If you are sharing data between different PCs for multiplayer, then a core function of the program is holding and synchronising that piece of state between the PCs. If you keep these values scattered about in many different classes, it will be difficult to synchronise.
In that case, I would advise that you design the data that needs to be synchronised between all the clients, and store that in a single class (e.g. GameState). This object will handle all the synchronisation between different PCs as well as allowing your local code to request changes to the data. It will then "drive" the game objects (Player, EnemyTank, etc) from its own state. [edit: the reason for this is that keeping this state as small as possible and transferring it efficiently between the clients will be a key part of your design. By keeping it all in one place it makes it much easier to do this, and encourages you to only put the absolute essentials in that class so that your comms don't become bloated with unnecessary data]
If you're not doing multiplayer, and you find that changing the player's position needs to update multiple objects (e.g. you want the camera to know that the player has moved so that it can follow him), then a good approach is to make the player responsible for its own position, but raise events/messages that other objects can subscribe/listen to in order to know when the player's position changes. So you move the player, and the camera gets a callback telling it that the player's position has been updated.
Another approach for this would be that the camera simply reads the player's position every frame in order to updaet itself - but this isn't as loosely coupled and flexible as using events.
Sometimes the trick to OOP is understanding what is an object, and what is functionality of an object. I think its often pretty easy for us to conceptually latch onto objects like Player, Monster, Item, etc as the "objects" in the system and then we need to create objects like Environment, Transporter, etc to link those objects together and it can get out-of-control depending on how the concepts work together, and what we need to accomplish.

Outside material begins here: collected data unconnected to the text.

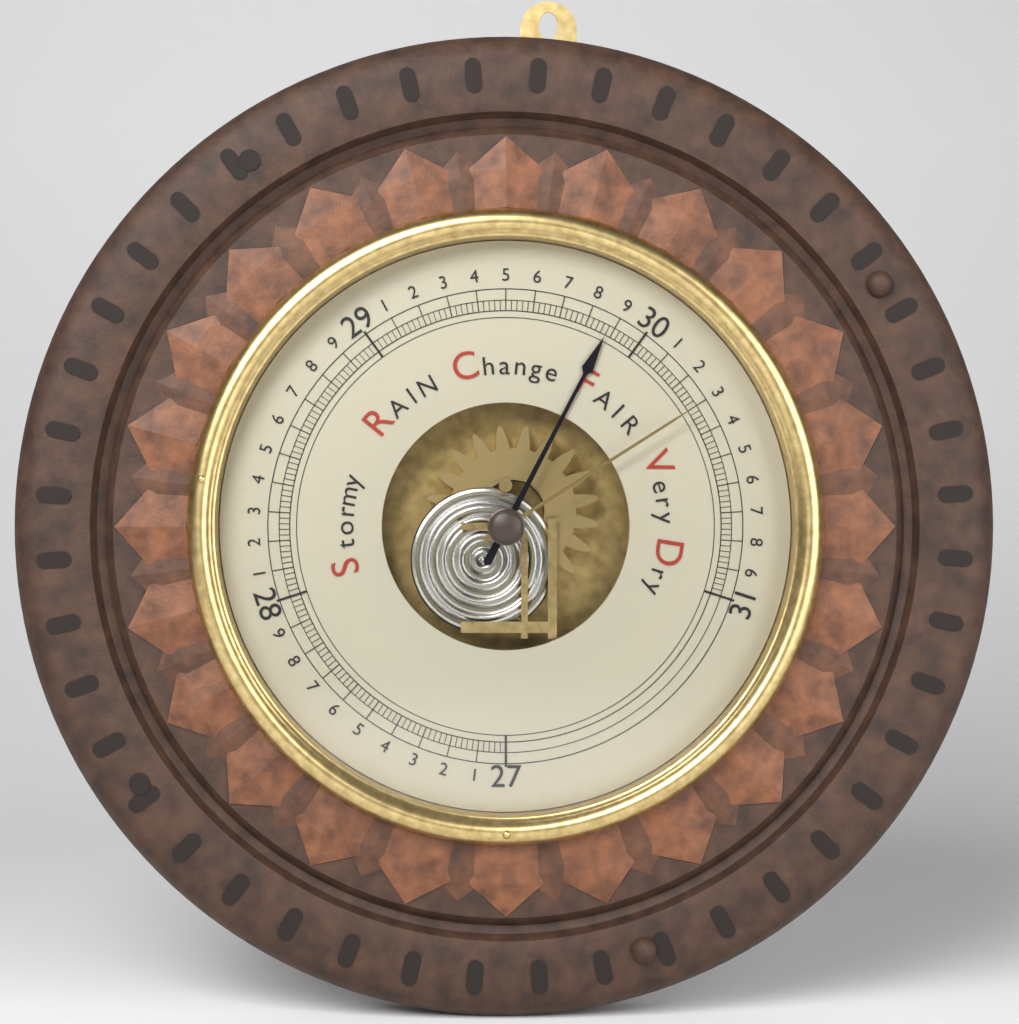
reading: 29.88 inHg
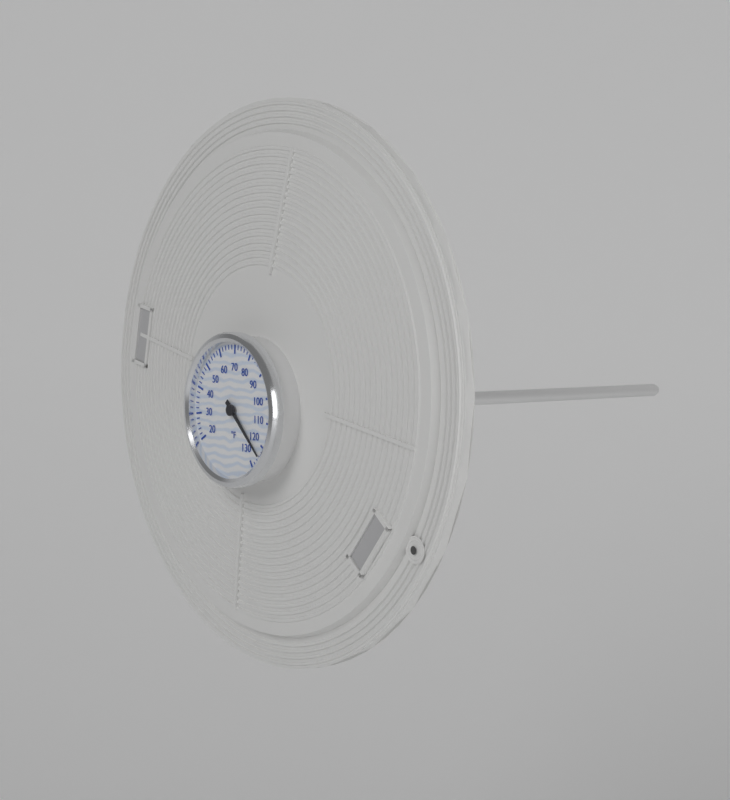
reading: 124 °F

The really good engineers I have worked with in the past have had a way of seeing systems as collections of objects. Sometimes in one system they would be business objects (like item, invoice, etc) and sometimes they would be objects that encapsulated processing logic (DyeInjectionProcessor, PersistanceManager) which cut across several operations and "objects" in the system. In both cases the metaphors worked for that particular system and made the overall process easier to implement, describe, and maintain.
The real power of OOP is in making things easier to express and manage in large complex systems. These are the OOP principles to target, and not worry as much whether it fits a rigid object hierarchy.
I havent worked in game design, so perhaps this advice will not work as well, in the systems I do work on and develop it has been a very beneficial change to think of OOP in terms of simplification and encapsulation rather than 1 real world object to 1 OOP class.
I'd like to expand on GrayWizardx's last paragraph to say that not all objects need to have the same level of complexity. It may very well fit your design to have objects that are simple collections of get/set properties. On the other hand, it is important to remember that objects can represent tasks or collections of tasks rather than real-world entities.
For example, a player object might not be responsible for moving the player, but instead representing its position and current state. A PlayerMovement object might contain logic for changing a player's position on screen or within the game world.
Before I start simply repeating what's already been said, I'll point towards the SOLID principles of OOP design (Aviad P. already mentioned two of them). They might provide some high-level guidelines for creating a good object model for a game.